Women in Africa and the Terror Threat. The increasing extremists activities in some parts of Africa and their destabilising effects are having a toll on local populations. Among the populations, the most affected are women and children.
There are a number of factors across the continent that make women and children most vulnerable to the menace currently challenging some African localities and states.
From the Sahel and Northern Nigeria in West Africa; to Southern Somalia in the east; and Cabo Delgado in Southern Africa, sedentary life in rural Africa is anchored by women.
Farming activities in these regions have women as major players, and are therefore ordinarily less likely to migrate . Thus, activities of terror groups make women an overwhelming majority of internally displaced persons, IDPs. Getting displaced comes with concomitant vulnerabilities as women and children get exploited.
In rural places where terror activities are getting entrenched, the educationof the girl child is instantly threatened or truncated. Sometimes, these emanate from the extremist ideological disposition of terror groups. It is also a result of the presence of violence that makes it impossible for children to go to school. In Cabo Delgado, children young as 11 are reported to have been beheaded by ISIS affiliates in the province.

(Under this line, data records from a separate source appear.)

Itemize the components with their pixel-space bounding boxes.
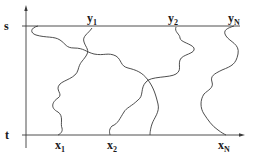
label-s: s <box>4 20 9 32</box>
label-y2: y2 <box>168 12 178 27</box>
label-xN: xN <box>218 139 230 154</box>
path-y1-to-x1 <box>53 28 92 135</box>
label-yN-sub: N <box>234 18 240 27</box>
label-x2: x2 <box>107 139 117 154</box>
path-s-left-to-right <box>32 26 159 135</box>
label-x1-sub: 1 <box>61 145 65 154</box>
label-x1: x1 <box>55 139 65 154</box>
paths-diagram <box>0 0 255 156</box>
label-yN: yN <box>228 12 240 27</box>
vertical-axis-arrow-icon <box>24 5 27 11</box>
label-x2-sub: 2 <box>113 145 117 154</box>
label-t: t <box>5 129 9 141</box>
label-xN-sub: N <box>224 145 230 154</box>
path-y2-to-x2 <box>110 27 195 135</box>
t-line-arrow-icon <box>239 133 245 136</box>
label-y1-sub: 1 <box>93 18 97 27</box>
label-y2-sub: 2 <box>174 18 178 27</box>
label-y1: y1 <box>87 12 97 27</box>
path-yN-to-xN <box>201 26 238 135</box>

Where women and children decide to stay in terror infested localities, they become convenient human shields to terror groups. For this reason, many women and children have become “collateral damage” in the fight against terrorism.
Cases of enslavement, forced marriage and rape have been reported in places where terror groups have operated. In Nigeria, the “Chibok Girls” who were kidnapped by Boko Haram extremists were subsequently forced into marriage with extremists. The psychological trauma and life long mental health issues that follow such ordeals are rarely accounted for. Even after extremists are dislodged from these areas, the processes leading to a return to normalcy are often not inclusive enough with regard to women. Most of these societies that are patriarchal are not gender sensitive.
There are many protocols—both continental and regional—that seek to protect women and children during crisis. The reality, however, is that not much is seen on the ground with respect to their implementation and efficacyin terror infested geographies.
While states fight terrorism, there is the need and responsibility to have early warning and relief systems that cater for African women and children. These would need both local and international support and coordination.